Ronny Graham, the actor-writer-comedian who wrote for the Broadway revue New Faces of 1952 and may be best known as a collaborator with Mel Brooks, died July 4 in Los Angeles, the New York Times reported.
Mr. Graham was 79. The cause of death was liver disease.
With Brooks, Mr. Graham wrote sketches for New Faces, and the pair went on to write comic films together, with Brooks either directing or starring: "Spaceballs, To Be or Not to Be, History of the World Part I."
As a lyricist, Mr. Graham earned a 1962 Tony Award nomination for the musical comedy, Bravo, Giovanni.
Mr. Graham was born Ronald Montcrief Stringer in Philadelphia and got a taste for theatre as a child, when he traveled with his vaudeville performer parents, Florence Sweeney and Thomas Stringer ("Steve and Flo" was their act), according to the Times.

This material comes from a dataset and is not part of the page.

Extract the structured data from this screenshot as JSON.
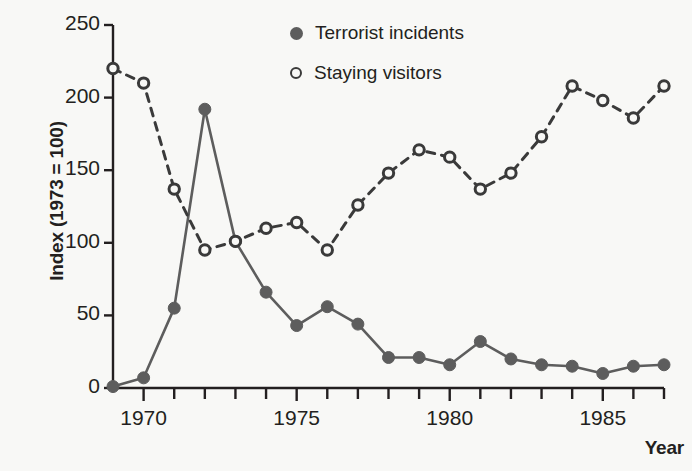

He became a comedian, a jazz musician and an actor. He appeared in The Tender Trap on Broadway, in Brooks' films, and performed in regional theatre as late as 1995, when he was a part of Yale Repertory Theatre's staging of Tony Kushner's Slavs!. He also directed the 1969 Broadway comedy, Grin and Bare It, about a nudist family.
He wrote episodes of TV's "M*A*S*H" and was often a guest on "The Tonight Show."
Survivors include his wife, Pamela Gill, three sons, two daughters and two sisters.